I don’t think that Donald Trump is any kind of genius or prophet. He was simply the right man at the right time. He was willing to give voice to things that likely most people were thinking, but few had the courage to voice. The left has had full reign for a long time. They grew arrogant in their power, arrogant enough to think that they were permanently in power. That kind of assumption usually occurs right before the floor drops or the roof caves in.
I don’t love Trump, but I have come to respect him. His personal courage was proven for me when he rose up on that stage in Pennsylvania with blood streaming from his wounded ear and expressed not fear, but defiance. I really didn’t think he had it in him. I had always assumed that he was a classic bully who relied on the ability to create fear in others. In fact, he turned out to have a good deal of personal courage, and it has been a dominant theme since that seminal event. The left tried to cow him with their lawfare, assassination attempts (not necessarily masterminded, but certainly inspired by their rhetoric), and their continous attempts marginalize him. I don’t think that they realized that by marginalizing Trump for the things he said that they were marginalizing the majority of the American people who, even though they were often afraid to say so, agreed with all or most of what he was saying.
Trump may well grow into his role and end up a much greater man than he was ever meant to be. In choosing his team he as certainly demonstrated a quality he never showed in his previous term. The word “wisdom” comes to mind, and it is a word I never thought I would associate with him, and I have known him for more than 60 years going back to our days at Kew Forest School in the 1950s. I truly hope that he succeeds and becomes remembered as one of the great.
You pretty much said it all. Thank you, Dave.

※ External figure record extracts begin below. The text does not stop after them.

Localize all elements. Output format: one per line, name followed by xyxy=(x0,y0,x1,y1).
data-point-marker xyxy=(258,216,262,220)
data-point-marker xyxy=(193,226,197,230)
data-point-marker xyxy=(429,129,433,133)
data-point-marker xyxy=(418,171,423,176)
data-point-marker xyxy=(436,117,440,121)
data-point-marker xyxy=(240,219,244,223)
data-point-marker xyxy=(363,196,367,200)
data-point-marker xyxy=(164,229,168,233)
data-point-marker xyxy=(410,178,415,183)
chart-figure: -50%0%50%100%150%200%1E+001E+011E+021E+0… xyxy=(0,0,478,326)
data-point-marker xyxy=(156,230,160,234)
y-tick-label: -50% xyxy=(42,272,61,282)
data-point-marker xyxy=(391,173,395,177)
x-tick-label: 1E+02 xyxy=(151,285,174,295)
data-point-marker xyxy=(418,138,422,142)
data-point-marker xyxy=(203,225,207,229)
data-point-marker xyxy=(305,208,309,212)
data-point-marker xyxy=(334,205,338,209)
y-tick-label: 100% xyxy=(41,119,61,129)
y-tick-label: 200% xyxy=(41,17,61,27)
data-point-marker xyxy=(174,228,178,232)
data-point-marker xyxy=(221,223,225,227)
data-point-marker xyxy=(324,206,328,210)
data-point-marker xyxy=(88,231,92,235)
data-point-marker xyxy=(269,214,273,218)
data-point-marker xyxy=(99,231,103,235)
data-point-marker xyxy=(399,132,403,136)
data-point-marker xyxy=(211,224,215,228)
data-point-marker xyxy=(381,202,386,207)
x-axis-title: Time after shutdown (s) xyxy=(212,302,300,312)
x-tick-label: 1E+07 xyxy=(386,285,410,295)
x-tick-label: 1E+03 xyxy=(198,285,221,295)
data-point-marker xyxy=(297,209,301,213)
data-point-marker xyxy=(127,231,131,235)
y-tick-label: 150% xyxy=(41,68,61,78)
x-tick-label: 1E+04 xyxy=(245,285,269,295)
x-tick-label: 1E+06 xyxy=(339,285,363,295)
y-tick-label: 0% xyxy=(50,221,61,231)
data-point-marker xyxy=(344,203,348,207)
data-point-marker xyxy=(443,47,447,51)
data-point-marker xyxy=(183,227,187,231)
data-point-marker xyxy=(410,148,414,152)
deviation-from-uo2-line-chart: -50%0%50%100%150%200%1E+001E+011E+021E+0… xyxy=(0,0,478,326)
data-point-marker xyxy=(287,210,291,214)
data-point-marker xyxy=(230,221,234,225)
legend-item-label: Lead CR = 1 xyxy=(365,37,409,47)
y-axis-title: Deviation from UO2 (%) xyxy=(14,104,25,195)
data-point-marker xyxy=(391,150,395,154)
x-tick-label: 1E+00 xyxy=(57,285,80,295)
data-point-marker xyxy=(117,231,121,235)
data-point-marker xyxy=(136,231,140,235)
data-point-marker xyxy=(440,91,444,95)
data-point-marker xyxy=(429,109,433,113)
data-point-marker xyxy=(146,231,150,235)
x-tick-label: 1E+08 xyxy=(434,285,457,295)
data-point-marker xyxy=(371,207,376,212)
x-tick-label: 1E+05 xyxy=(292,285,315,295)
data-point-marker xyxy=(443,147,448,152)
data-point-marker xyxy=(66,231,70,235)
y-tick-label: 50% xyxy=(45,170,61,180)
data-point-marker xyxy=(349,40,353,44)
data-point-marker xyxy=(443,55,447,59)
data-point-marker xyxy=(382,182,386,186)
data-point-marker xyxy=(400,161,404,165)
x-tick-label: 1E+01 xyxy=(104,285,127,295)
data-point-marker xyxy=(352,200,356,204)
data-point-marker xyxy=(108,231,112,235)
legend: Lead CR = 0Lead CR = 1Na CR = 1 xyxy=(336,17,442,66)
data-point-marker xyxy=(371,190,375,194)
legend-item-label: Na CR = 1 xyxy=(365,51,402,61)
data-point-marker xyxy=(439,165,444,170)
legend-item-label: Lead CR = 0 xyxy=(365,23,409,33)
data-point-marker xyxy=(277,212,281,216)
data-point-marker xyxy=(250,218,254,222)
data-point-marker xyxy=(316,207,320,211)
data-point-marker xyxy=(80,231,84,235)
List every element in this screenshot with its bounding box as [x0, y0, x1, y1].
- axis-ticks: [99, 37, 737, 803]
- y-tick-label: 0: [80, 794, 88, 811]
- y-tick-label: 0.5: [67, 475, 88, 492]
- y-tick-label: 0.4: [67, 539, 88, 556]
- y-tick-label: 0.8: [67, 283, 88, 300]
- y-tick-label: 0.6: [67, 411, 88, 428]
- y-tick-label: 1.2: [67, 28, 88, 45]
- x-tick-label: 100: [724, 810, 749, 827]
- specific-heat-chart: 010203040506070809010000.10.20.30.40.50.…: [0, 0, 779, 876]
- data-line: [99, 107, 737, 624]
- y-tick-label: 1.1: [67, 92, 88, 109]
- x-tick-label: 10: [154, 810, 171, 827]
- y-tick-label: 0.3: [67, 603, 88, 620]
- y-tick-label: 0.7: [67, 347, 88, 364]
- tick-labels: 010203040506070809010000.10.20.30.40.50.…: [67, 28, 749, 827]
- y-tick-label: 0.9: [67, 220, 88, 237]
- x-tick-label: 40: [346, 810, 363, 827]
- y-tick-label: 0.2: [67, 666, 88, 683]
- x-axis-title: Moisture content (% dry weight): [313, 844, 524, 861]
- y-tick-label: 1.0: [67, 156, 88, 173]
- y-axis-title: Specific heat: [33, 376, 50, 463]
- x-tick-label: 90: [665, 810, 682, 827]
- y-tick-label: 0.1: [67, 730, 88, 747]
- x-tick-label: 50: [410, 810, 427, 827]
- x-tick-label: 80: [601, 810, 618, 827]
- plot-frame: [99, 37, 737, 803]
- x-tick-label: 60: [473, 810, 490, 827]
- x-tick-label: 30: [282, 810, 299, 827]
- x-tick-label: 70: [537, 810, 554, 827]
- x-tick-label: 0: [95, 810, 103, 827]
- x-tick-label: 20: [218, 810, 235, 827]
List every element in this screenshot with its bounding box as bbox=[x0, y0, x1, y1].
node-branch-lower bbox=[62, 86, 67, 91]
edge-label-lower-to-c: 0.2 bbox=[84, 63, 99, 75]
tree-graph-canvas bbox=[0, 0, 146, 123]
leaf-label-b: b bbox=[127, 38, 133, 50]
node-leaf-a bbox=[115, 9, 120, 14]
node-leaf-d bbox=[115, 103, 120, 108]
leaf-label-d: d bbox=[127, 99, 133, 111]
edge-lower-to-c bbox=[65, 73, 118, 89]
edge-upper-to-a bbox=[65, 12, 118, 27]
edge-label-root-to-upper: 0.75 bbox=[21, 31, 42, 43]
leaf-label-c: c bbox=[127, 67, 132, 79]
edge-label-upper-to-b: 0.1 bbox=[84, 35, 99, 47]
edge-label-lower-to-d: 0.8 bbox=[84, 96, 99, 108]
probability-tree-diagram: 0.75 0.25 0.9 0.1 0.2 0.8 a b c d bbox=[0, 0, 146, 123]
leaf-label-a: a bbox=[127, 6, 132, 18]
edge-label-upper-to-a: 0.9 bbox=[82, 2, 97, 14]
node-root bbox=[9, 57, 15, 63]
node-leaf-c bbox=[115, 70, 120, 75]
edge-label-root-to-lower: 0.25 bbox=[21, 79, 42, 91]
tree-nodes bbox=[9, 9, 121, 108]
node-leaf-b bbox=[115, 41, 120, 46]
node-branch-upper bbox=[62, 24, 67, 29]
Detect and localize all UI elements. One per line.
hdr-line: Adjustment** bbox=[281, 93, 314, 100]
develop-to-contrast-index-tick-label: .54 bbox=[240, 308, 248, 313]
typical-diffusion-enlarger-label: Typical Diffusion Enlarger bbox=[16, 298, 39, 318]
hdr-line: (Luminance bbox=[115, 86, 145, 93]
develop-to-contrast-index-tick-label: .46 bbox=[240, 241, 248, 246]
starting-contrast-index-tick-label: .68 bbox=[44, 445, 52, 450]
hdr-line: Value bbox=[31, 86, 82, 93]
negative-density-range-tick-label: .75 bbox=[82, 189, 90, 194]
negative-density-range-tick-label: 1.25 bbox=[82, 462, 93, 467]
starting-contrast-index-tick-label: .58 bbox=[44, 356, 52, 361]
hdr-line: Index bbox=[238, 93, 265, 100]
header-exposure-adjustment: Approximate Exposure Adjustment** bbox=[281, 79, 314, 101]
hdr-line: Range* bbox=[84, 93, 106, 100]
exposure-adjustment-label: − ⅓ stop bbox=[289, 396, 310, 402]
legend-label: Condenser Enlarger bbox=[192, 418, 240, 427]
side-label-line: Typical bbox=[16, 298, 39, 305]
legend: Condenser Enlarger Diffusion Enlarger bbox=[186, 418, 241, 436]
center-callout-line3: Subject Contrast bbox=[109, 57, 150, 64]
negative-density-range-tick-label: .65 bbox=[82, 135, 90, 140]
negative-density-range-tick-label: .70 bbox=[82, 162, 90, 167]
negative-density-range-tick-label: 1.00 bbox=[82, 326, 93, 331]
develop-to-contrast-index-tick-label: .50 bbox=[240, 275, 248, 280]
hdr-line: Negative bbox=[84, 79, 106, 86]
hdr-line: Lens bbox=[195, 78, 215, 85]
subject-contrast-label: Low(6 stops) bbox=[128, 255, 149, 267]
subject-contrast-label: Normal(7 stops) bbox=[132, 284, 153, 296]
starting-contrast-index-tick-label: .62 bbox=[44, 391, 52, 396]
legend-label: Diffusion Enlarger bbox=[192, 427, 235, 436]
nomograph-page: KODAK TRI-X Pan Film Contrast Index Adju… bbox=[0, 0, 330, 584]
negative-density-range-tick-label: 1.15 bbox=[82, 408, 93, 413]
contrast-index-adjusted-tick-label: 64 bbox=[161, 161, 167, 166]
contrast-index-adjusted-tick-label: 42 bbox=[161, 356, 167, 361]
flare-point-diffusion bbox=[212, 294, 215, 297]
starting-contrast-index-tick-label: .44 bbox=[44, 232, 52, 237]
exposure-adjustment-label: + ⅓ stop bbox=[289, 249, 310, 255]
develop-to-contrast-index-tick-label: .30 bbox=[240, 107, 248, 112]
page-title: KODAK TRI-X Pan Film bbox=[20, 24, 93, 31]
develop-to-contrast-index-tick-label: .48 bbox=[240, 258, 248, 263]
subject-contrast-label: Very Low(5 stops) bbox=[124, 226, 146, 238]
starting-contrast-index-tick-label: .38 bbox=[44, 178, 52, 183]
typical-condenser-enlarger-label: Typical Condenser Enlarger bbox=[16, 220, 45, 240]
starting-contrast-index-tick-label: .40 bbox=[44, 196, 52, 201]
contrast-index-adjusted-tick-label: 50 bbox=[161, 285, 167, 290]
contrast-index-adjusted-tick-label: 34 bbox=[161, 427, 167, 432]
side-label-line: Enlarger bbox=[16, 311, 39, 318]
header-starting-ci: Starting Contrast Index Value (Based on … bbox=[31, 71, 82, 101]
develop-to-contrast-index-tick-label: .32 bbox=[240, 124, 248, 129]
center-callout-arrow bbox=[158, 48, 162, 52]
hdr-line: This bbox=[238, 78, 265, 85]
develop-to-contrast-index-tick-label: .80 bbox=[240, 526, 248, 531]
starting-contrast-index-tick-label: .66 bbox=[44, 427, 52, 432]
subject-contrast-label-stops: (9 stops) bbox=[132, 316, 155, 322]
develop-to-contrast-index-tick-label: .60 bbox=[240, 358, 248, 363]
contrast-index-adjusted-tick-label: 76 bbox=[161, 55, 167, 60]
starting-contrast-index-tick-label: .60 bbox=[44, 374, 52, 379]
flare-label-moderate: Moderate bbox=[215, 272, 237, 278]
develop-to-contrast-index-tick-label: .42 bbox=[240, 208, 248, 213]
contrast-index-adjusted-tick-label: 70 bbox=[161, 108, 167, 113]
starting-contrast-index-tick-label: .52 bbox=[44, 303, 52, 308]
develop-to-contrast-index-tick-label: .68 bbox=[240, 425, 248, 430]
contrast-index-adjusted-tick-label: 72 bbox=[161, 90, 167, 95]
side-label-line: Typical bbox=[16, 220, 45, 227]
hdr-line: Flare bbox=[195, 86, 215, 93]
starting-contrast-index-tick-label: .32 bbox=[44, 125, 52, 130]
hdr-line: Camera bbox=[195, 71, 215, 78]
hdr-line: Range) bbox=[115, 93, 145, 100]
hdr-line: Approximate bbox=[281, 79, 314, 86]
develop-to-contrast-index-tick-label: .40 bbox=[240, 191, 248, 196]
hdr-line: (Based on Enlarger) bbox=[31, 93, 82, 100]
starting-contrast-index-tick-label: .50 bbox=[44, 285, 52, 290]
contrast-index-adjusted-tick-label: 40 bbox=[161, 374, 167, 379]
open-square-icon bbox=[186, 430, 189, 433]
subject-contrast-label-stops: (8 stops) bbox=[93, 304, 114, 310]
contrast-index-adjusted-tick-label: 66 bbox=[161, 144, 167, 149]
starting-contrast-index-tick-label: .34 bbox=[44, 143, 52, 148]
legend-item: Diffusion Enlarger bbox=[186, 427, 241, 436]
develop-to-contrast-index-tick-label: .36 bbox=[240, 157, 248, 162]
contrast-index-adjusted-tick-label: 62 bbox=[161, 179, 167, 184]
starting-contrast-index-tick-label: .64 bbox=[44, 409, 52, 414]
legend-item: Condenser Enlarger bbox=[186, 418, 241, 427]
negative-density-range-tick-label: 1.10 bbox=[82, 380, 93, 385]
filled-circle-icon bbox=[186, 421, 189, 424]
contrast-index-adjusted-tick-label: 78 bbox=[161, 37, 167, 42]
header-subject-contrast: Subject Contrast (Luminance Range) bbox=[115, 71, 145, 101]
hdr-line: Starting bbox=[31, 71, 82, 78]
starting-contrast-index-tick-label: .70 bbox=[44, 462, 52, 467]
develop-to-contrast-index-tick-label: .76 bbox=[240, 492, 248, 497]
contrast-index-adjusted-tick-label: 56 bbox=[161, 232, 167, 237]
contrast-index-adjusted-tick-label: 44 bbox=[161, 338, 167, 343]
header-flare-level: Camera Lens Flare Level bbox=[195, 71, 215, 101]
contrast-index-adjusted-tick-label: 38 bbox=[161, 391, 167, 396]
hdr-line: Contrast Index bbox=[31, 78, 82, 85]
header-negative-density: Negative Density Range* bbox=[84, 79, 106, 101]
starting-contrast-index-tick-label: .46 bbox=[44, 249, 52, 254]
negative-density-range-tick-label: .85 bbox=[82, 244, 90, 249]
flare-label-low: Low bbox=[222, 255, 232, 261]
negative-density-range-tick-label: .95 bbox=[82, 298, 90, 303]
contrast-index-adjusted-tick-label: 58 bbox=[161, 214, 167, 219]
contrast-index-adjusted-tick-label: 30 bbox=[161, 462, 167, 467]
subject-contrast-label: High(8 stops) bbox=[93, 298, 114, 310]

I’ve always thought the best leaders stepped up to their moments in time. They didn’t see it so much as a choice, but a necessity. Truthfully, I underestimated our current crisis and the closing off of government’s accountability to the governed. As you say, in their arrogance, they forgot it is a contract where we give consent. We are in the midst of a movement of partial withdrawal of that consent.
Few of us believe the Constitution is a fatally flawed instrument, just that we allowed the government to surpass its limitations. The flaw was in us not engaging as empowered citizens. The death of this 1,500-page CR is a preview of things to come. DC is no longer an isolated island, and people who didn’t want a stake in its operations are fully engaged in seeing it work for us, not for itself.
Thank you! I tried to make it a family-friendly post, because if I ever start letting the unfiltered version fly, my desktop will melt.
Does have a very satisfying ring to it, no?
Very interesting!! If you haven’t shared any anecdotes on Ricochet, this would be a wonderful time to start.
But he was always the “most junior” member of “The Squad,” wasn’t he?
A must add … Was it really a Red Wave?